I was a trying to profile a small script and after shrinking the code
to the minimum I got a interesting profile difference.
Given two test functions test1 and test2, that only differs from an
extra level of indirection (i.e. find_substr), I wonder why I got a
timming difference >50%? What is the recommended way to factorize the
code? Should I write a big method containing everything?
#!/usr/bin/python
def find_substr(l):
return l[15:20]
def test1(t):
for i in xrange(1000000):
s = find_substr(t)
def test2(t):
for i in xrange(1000000):
sub = t[15:20]
import cProfile
t = "This a long string containing several things apart from the end"
cProfile.run("test1(t)")
cProfile.run("test2(t)")
----Profiles test1
Profiles results:
1000003 function calls in 0.666 CPU seconds
Ordered by: standard name
ncalls tottime percall cumtime percall filename:lineno
(function)
1 0.000 0.000 0.666 0.666 <string>:1(<module>)
1000000 0.260 0.000 0.260 0.000 test.py:3(find_substr)
1 0.406 0.406 0.666 0.666 test.py:7(test1)
1 0.000 0.000 0.000 0.000 {method 'disable' of
'_lsprof.Profiler' objects}
----Profile test2:
3 function calls in 0.248 CPU seconds
Ordered by: standard name
ncalls tottime percall cumtime percall filename:lineno
(function)
1 0.000 0.000 0.248 0.248 <string>:1(<module>)
1 0.248 0.248 0.248 0.248 test.py:12(test2)
1 0.000 0.000 0.000 0.000 {method 'disable' of
'_lsprof.Profiler' objects}
Thank you very much for the advice!
marc
That's because there is a function call overhead.
> I wonder why I got a
> timming difference >50%?
A very simple function body will (in terms of percentage) have larger
function overhead. With a slightly more complex function body, the body
will takes much more time than the function call overhead.
> What is the recommended way to factorize the
> code? Should I write a big method containing everything?
Look in the absolute numbers: 0.666 CPU seconds vs. 0.248 CPU seconds
over 1000000 loops means if you put everything into one big method
you'll only save 418 nanoseconds per loop. Even over 1000000 loops; you
only save 0.418 seconds. Is it worth optimizing?
> ----Profiles test1
> Profiles results:
> 1000003 function calls in 0.666 CPU seconds
>
> ----Profile test2:
> 3 function calls in 0.248 CPU seconds
I got a more striking difference: 5.291 CPU seconds vs 0.589 CPU
seconds. But knowing how the profiler works, this is to be expected.
Function call overhead become much (and I mean much) heavier with
profiler ON. I get a more sane result with timing manually:
import time
start = time.time()
test1(t)
print time.time() - start
start = time.time()
test2(t)
print time.time() - start
It's 1.186 vs 0.608, which is blink of an eye vs. blink of an eye.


Task item: For each line in the records that contains "title", make a copy.

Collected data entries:
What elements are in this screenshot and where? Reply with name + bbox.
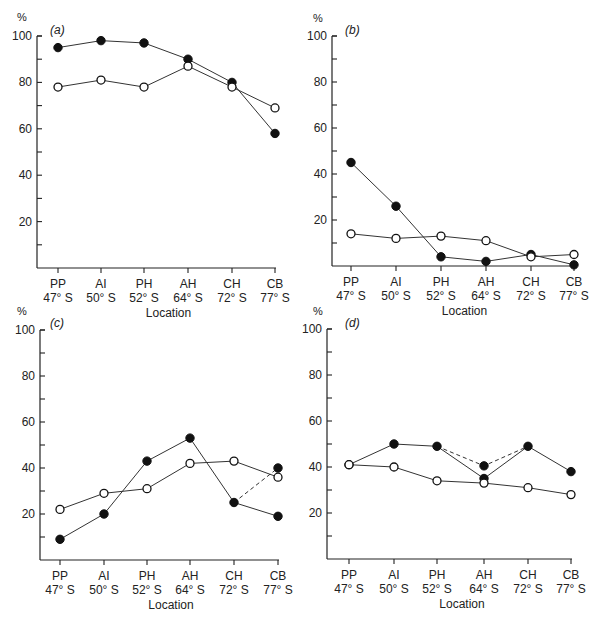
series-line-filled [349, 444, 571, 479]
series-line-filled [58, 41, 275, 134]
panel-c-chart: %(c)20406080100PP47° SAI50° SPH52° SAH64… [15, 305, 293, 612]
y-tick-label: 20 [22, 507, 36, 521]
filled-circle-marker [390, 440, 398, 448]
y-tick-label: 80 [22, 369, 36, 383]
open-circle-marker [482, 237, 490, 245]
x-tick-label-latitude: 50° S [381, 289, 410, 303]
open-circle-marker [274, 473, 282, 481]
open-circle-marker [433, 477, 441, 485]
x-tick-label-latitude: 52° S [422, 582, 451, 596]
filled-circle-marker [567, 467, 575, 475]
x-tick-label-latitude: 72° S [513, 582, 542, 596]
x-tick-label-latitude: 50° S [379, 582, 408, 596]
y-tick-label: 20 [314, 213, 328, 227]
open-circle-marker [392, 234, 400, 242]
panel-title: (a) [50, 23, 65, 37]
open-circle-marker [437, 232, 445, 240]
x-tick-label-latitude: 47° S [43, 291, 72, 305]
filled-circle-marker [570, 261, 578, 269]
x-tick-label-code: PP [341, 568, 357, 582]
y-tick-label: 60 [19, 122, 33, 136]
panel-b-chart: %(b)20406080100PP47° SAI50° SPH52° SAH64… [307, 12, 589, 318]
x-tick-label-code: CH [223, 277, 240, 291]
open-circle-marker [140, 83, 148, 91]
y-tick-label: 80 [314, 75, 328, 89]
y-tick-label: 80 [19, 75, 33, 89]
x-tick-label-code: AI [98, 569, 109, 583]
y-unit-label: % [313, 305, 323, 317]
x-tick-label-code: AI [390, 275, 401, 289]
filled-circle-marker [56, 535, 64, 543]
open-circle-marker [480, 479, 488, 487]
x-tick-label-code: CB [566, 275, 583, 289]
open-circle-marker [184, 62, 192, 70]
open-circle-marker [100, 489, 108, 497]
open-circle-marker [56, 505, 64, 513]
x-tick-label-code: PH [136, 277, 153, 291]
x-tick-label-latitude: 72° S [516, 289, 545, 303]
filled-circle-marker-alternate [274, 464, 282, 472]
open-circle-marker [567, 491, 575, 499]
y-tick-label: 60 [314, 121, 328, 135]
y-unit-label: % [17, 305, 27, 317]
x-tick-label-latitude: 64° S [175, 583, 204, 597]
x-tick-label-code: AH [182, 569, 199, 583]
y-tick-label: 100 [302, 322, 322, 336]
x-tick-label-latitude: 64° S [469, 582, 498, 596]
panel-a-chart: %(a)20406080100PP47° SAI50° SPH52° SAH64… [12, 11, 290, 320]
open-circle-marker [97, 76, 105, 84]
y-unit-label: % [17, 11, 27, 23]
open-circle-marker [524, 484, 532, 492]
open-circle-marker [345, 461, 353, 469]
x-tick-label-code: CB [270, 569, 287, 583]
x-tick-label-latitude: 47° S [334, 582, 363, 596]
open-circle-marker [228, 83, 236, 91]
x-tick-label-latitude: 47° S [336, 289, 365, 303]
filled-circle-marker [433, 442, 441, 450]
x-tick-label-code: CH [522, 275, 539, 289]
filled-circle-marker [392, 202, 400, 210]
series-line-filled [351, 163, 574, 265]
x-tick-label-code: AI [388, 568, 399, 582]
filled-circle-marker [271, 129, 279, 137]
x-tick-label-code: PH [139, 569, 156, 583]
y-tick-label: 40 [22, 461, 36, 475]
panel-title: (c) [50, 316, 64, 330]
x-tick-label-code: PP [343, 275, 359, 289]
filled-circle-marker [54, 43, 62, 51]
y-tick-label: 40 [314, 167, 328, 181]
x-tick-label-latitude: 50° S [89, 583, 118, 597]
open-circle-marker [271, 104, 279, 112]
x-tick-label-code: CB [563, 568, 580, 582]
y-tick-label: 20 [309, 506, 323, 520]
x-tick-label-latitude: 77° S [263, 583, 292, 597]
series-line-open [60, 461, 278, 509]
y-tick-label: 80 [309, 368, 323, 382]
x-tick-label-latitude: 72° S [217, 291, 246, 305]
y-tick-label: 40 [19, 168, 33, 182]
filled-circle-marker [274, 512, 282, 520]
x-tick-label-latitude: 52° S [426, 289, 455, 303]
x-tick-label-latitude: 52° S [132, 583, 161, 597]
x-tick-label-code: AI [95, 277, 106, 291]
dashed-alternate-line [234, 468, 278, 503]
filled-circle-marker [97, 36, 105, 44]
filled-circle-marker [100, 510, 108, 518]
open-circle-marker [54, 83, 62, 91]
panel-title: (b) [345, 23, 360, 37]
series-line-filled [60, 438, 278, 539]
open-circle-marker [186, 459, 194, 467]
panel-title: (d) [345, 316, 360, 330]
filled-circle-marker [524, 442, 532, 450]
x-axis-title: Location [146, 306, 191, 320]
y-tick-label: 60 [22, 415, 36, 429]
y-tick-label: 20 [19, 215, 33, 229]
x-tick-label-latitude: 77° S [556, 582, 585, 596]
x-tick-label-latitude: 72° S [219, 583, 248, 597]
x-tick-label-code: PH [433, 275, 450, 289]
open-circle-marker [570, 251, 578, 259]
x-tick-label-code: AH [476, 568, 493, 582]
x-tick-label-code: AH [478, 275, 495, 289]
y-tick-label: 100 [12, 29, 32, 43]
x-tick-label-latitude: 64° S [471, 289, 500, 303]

Response area:
panel-title: (a) [50, 23, 65, 37]
panel-title: (c) [50, 316, 64, 330]
panel-title: (b) [345, 23, 360, 37]
panel-title: (d) [345, 316, 360, 330]
x-axis-title: Location [146, 306, 191, 320]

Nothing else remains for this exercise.